Social History — 1837-1879
Key
This steel key, engraved ‘V R H P Pleasure Gardens’ and numbered 106, once opened a privately licensed gate from Mayfair into the Hyde Park Pleasure Garden - a fenced-off section on the park’s eastern edge reserved for a handful of local households. These gates could only be created with explicit royal permission, and although no new entrances were authorised after 1804, the Office of Works continued to issue numbered, non-transferable keys to the existing gates well into the mid-19th century.

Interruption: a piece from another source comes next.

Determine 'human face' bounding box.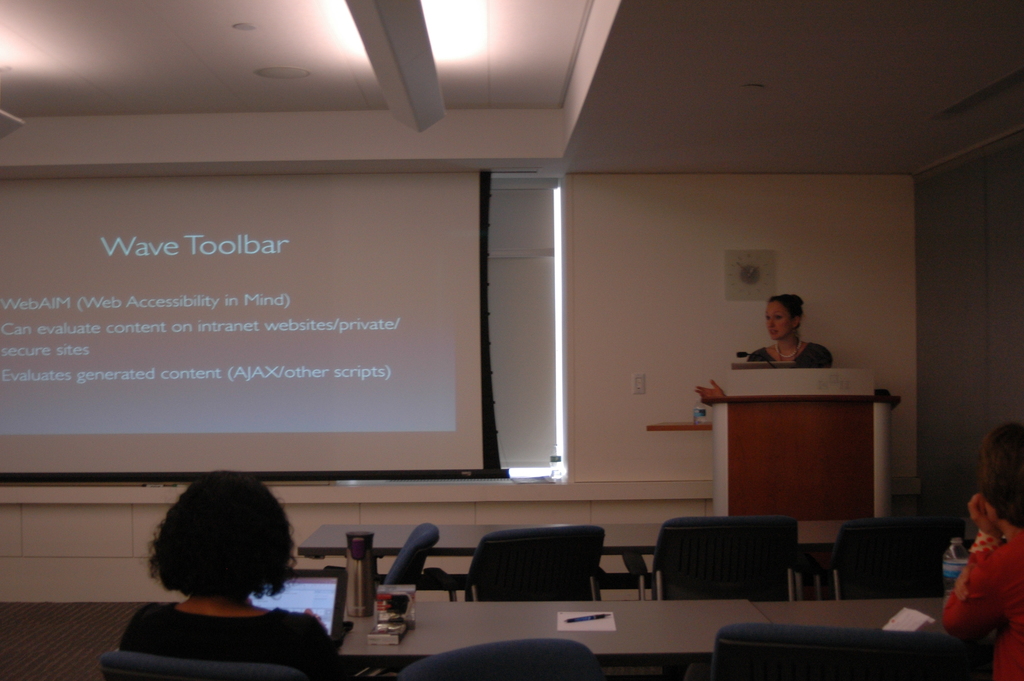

Inscribed to ‘Lord Trimleston’ of 34 Upper Grovesnor Street, the key refers to a member of the Barnewall family, Irish Catholic peers who held the title Baron Trimlestown. Under Queen Victoria this could mean John Thomas, 15th Baron Trimlestown (1773–1839) or his brother Thomas, 16th Baron Trimlestown (1796–1879). Both men lived largely between Ireland and London. Their possession of a Pleasure Garden key places them among the privileged few who retained direct, regulated access to this reserved area of Hyde Park at a time when the old system of private gates was already fading from use.
- Category:
- Social History
- Object ID:
- 55.94/49
- Object name:
- key
- Object type:
- Artist/Maker:
- —
- Related people:
- Related events:
- Related places:
- Production date:
- 1837-1879
- Material:
steel
- Measurements/duration:
- L 100 mm, W 45 mm, D 8 mm (overall)
- Part of:
- —
- On display:
- —
- Record quality:
- 100%
- Part of this object:
- —
- Owner Status & Credit:
Permanent collection
- Copyright holder:
digital image © London Museum
- Image credit:
- —
- Creative commons usage:
- —
- License this image:
To license this image for commercial use, please contact the London Museum Picture Library.